D-Day hero Peter is given a fitting farewell after death aged 100

Veteran who lived in Holloway is fondly remembered as a natural entertainer and ‘a true character’

Friday, 29th August — By Tom Foot

Peter Kent funeral 2

Peter Kent’s burial at Kensal Green Cemetery

A D-DAY landing war veteran and boxing coach was given a fitting send-off two months after celebrating his 100th birthday.

Peter Kent, who worked as a printer on the Sunday Times, was fondly remembered as a natural entertainer who lived in North Road, Holloway, for many years with his wife Rene and their two sons.

He devoted much of his retirement to fund­raising for various charities, often in his blazer and beret outside tube stations and at public events.

Mr Kent had worked as an instructor at the German Gymnasium in King’s Cross, the Belsize Boxing Club, and the Gainsford ABC in Drury Lane, Covent Garden.

Boxing champs including John Conteh, Tony Falcone and Chris Sanigar were among the mourners at burial in Kensal Green Cremator­ium earlier this month.
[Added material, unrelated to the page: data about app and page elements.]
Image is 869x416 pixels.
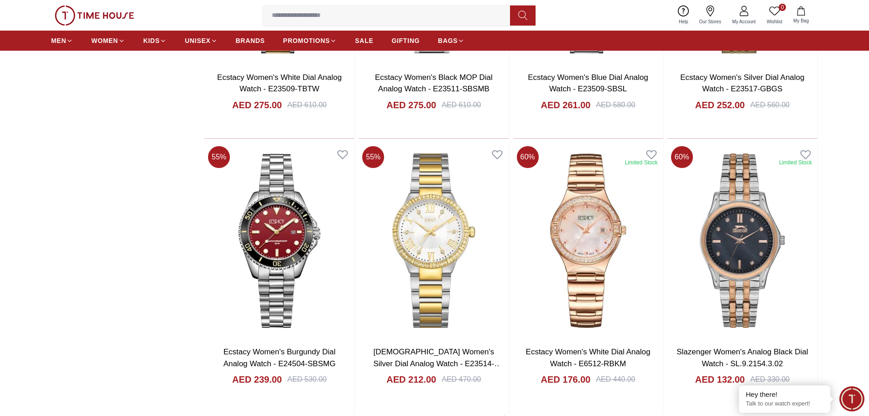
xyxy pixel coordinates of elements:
[55,5,134,26] img: ...
[442,99,481,110] div: AED 610.00
[729,18,760,25] span: My Account
[355,36,373,45] span: SALE
[373,347,502,379] a: [DEMOGRAPHIC_DATA] Women's Silver Dial Analog Watch - E23514-TBTS
[673,4,694,27] a: Help
[746,390,823,399] div: Hey there!
[51,32,73,49] a: MEN
[694,4,727,27] a: Our Stores
[517,146,539,168] span: 60 %
[677,347,808,368] a: Slazenger Women's Analog Black Dial Watch - SL.9.2154.3.02
[671,146,693,168] span: 60 %
[788,5,814,26] button: My Bag
[596,99,635,110] div: AED 580.00
[217,73,342,94] a: Ecstacy Women's White Dial Analog Watch - E23509-TBTW
[362,146,384,168] span: 55 %
[695,99,745,111] h4: AED 252.00
[625,159,658,166] div: Limited Stock
[438,36,458,45] span: BAGS
[750,99,790,110] div: AED 560.00
[695,373,745,386] h4: AED 132.00
[442,374,481,385] div: AED 470.00
[232,99,282,111] h4: AED 275.00
[359,142,509,339] img: Ecstacy Women's Silver Dial Analog Watch - E23514-TBTS
[438,32,464,49] a: BAGS
[287,374,327,385] div: AED 530.00
[667,142,818,339] img: Slazenger Women's Analog Black Dial Watch - SL.9.2154.3.02
[750,374,790,385] div: AED 330.00
[386,99,436,111] h4: AED 275.00
[391,36,420,45] span: GIFTING
[675,18,692,25] span: Help
[375,73,493,94] a: Ecstacy Women's Black MOP Dial Analog Watch - E23511-SBSMB
[779,159,812,166] div: Limited Stock
[680,73,804,94] a: Ecstacy Women's Silver Dial Analog Watch - E23517-GBGS
[746,400,823,407] p: Talk to our watch expert!
[761,4,788,27] a: 0Wishlist
[283,32,337,49] a: PROMOTIONS
[696,18,725,25] span: Our Stores
[143,32,167,49] a: KIDS
[541,99,591,111] h4: AED 261.00
[386,373,436,386] h4: AED 212.00
[391,32,420,49] a: GIFTING
[208,146,230,168] span: 55 %
[91,36,118,45] span: WOMEN
[526,347,651,368] a: Ecstacy Women's White Dial Analog Watch - E6512-RBKM
[236,36,265,45] span: BRANDS
[185,36,210,45] span: UNISEX
[790,17,813,24] span: My Bag
[51,36,66,45] span: MEN
[596,374,635,385] div: AED 440.00
[355,32,373,49] a: SALE
[204,142,354,339] img: Ecstacy Women's Burgundy Dial Analog Watch - E24504-SBSMG
[91,32,125,49] a: WOMEN
[232,373,282,386] h4: AED 239.00
[528,73,648,94] a: Ecstacy Women's Blue Dial Analog Watch - E23509-SBSL
[185,32,217,49] a: UNISEX
[224,347,336,368] a: Ecstacy Women's Burgundy Dial Analog Watch - E24504-SBSMG
[541,373,591,386] h4: AED 176.00
[287,99,327,110] div: AED 610.00
[763,18,786,25] span: Wishlist
[143,36,160,45] span: KIDS
[236,32,265,49] a: BRANDS
[513,142,663,339] img: Ecstacy Women's White Dial Analog Watch - E6512-RBKM
[839,386,865,411] div: Chat Widget
[779,4,786,11] span: 0
[283,36,330,45] span: PROMOTIONS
“His feet didn’t touch the ground until he had that haematoma,” said his son Stephen who had been caring for him since his health deteriorated in 2022. He died on June 22 from a chest infection.

Recalling his 100th birthday, Stephen said: “We was thinking about what to do and in the end it was taken out of our hands. Who done it? The Belsize Boxing Club – they set it up at one of his old haunts, The Union Jack Club in Waterloo. The taxi charity got involved too.”

Mr Kent was made a Freeman of the City of London for his charity fundraising work [Taxi Charity]

Peter went to St Patrick’s RC School, Soho, before joining the Royal Navy a week before his 18th birthday in 1943. He served as an Able Seaman on HMS Adventurer.

In Gary Bridson Daley’s Poetry and Portraits: Saluting our Second World War Generation, an article about his service reveals his role at Normandy “joining working parties on the beach” and helping with the logistics of bringing supplies from ships to landing troops.

He later travelled to Vancouver sharing a ship with repatriated Canadian PoWs, bringing troops back down Panama Canal through the Azores and finally back to Greenwich.

Mr Kent was among the founders of the London Ex-Boxers Association (LEBA) and became its vice-president.

He had after the war represented the Gainsford Amateur Boxing Club in Drury Lane and later became an instructor there. His brother Johnny was a pro-bantam weight attached to the club.

Steve Powell, LEBA’s current president, recalled the two brothers as a “throwback to the fifties, smartly dressed in white jumpers and old style tracksuit bottoms and flat soled plimsolls”.

Shortly after marrying Rene the Kents moved to North Road. Their two sons, Stephen and Johnny, went to Hungerford Primary School.

Mr Kent joined the Royal Navy a week before his 18th birthday in 1943

Stephen remembered his dad coming home with fish suppers from the old Dorrall’s chippy in Caledonian Road.

Peter was a regular at the Johnny Stanton’s gym in York Way and trained with a local legend boxer George Hollister.

Peter loved to take his family to watch films at the Odeon in Holloway Road and the old Essoldo picturehouse up the Cally. Stephen recalled: “My father also took us to the pie and mash shop at the bottom of Mackenzie Road, and brought our shoes from Henry’s shoe shop in Caledonian Road opposite Pentonville prison.”

Mr Kent, who lived in Pimlico at the end of his life, worked at the Times for 26 years, doing mainly night shifts.

Coming from a musical family, he was a regular at the Conservative Club in Argyle Square, King’s Cross, where traditional songs Sweet 16 and Yankee Doodle Boy were among his favourites.

He was presented with a Baton of Commemora­tion by Rishi Sunak when he was prime minister and enjoyed a breakfast with Sir Keir Starmer last November at an event celebrating veterans.

He was made a Freeman of the City of London for his fundraising for the Not Forgotten, Taxi Charity for Military Veterans and LEBA benevolent fund.

Dick Goodwin, vice-president of Taxi Charity for Military Veterans, said: “Peter was a true character, always ready with a song, a dance, a swirl of his walking stick and a smile.”